Technical Writer: Role Blueprint, Responsibilities, Skills, KPIs, and Career Path
The Technical Writer creates, maintains, and continuously improves product and engineering documentation so customers, partners, and internal teams can successfully adopt, use, integrate, and troubleshoot the company’s software. This role translates complex technical concepts into accurate, usable, and discoverable content across multiple formats (web docs, API references, tutorials, release notes, and operational guides) while aligning with product strategy, support patterns, and engineering reality.
Technical Editor: Role Blueprint, Responsibilities, Skills, KPIs, and Career Path
The Technical Editor ensures that technical documentation is accurate, clear, consistent, and fit for purpose across product, engineering, and support audiences. This role edits and quality-controls content produced by technical writers and subject matter experts (SMEs), improving usability, readability, and compliance with documentation standards while preserving technical correctness.
Senior Technical Writer: Role Blueprint, Responsibilities, Skills, KPIs, and Career Path
The Senior Technical Writer is a senior individual contributor responsible for planning, creating, maintaining, and governing high-quality technical documentation that enables customers, partners, and internal teams to successfully adopt, use, integrate, and troubleshoot software products and platforms. This role translates complex technical concepts into clear, accurate, task-oriented content, while shaping documentation strategy, information architecture, and quality standards across one or more product areas.

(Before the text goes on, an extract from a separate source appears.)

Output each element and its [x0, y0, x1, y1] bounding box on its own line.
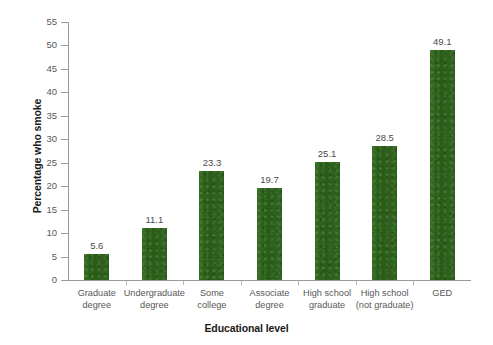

UX Writer Tutorial: Architecture, Pricing, Use Cases, and Hands-On Guide for Design & Research
A UX Writer is an individual contributor in the Content role family within the Design & Research organization who designs product language to help users complete tasks with clarity, confidence, and minimal friction. The role focuses on microcopy and in-product content (e.g., labels, buttons, empty states, errors, onboarding, settings, notifications) and partners closely with Product Design, Product Management, and Engineering to ship experiences that are understandable, accessible, and consistent.